Inability to support polymorphic recursion

Some languages support polymorphic recursion, which means that code can be instantiated with successively varying generic types. It is arguably somewhat of an esoteric feature (albeit, see answers to this SO question for some use cases).

This drawback is shared by other languages which use monomorphization as a compilation strategy, such as Rust and C++.

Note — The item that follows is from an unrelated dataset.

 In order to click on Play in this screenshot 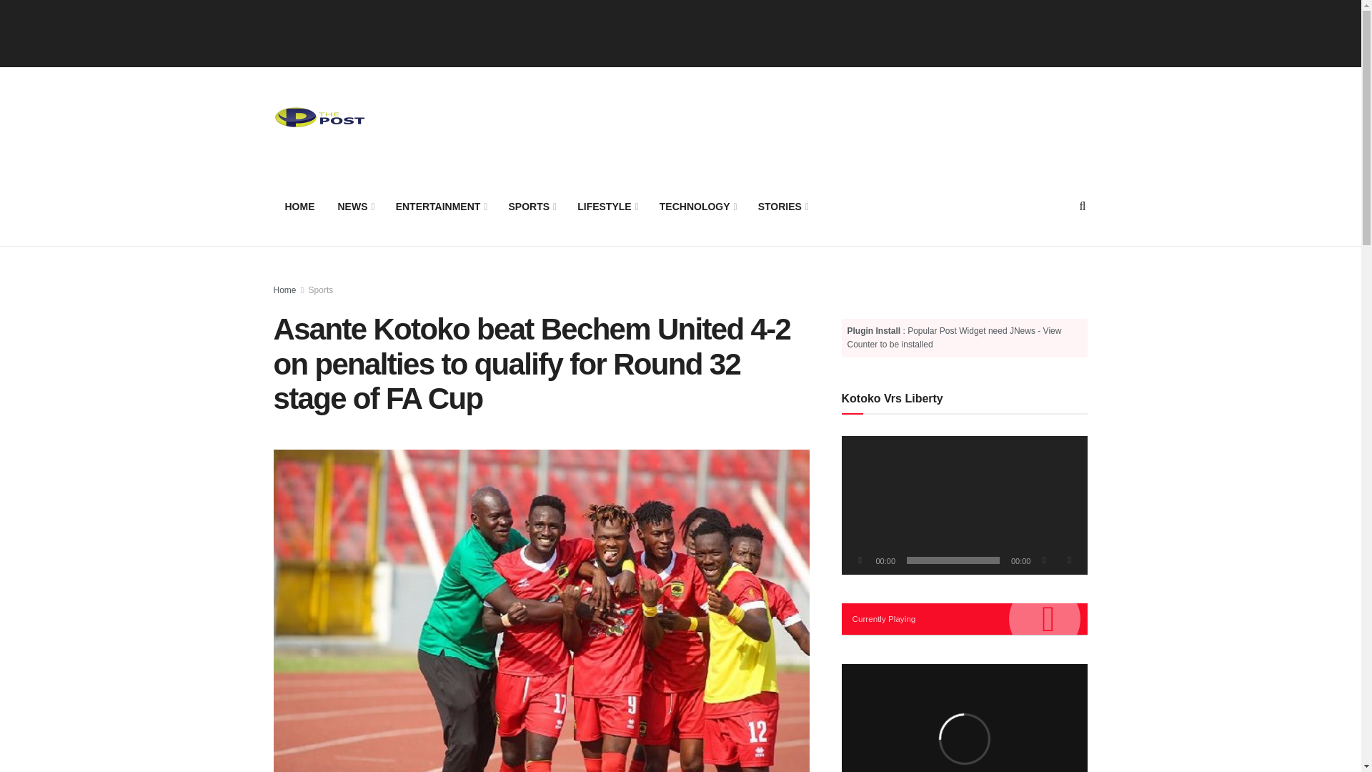, I will do `click(861, 560)`.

EDIT(2022/10/10): It is not possible to reconcile templates with polymorphic recursion because templates require that all instantiations be type-checked, so you need to prove an infinite number of properties in finite time. Zig allows for compile-time reflection, which means that you can essentially branch on instantiation depth, so you can’t necessarily prove such properties reliably. The other point is, even if you get rid of compile-time reflection, proving an infinite number of properties at once essentially requires building a constraint system to infer what is a higher-order forall constraint from sets of simpler constraints. So now you’ve arrived what closely resembles a system of type classes, but which can only used by your type checker…

Closing thoughts

If you ever see someone advertise a language feature as “everything is an X”, your first reaction should probably be healthy skepticism, rather than delight. Programming languages generally tend to draw distinctions between distinct things for good reasons.

The C++ committee added concepts after decades of pain with templates, and even these do not overcome all the problems mentioned above. I would not be surprised to see Zig add a similar system (likely with its own twist to it) at some point if it keeps growing in usage.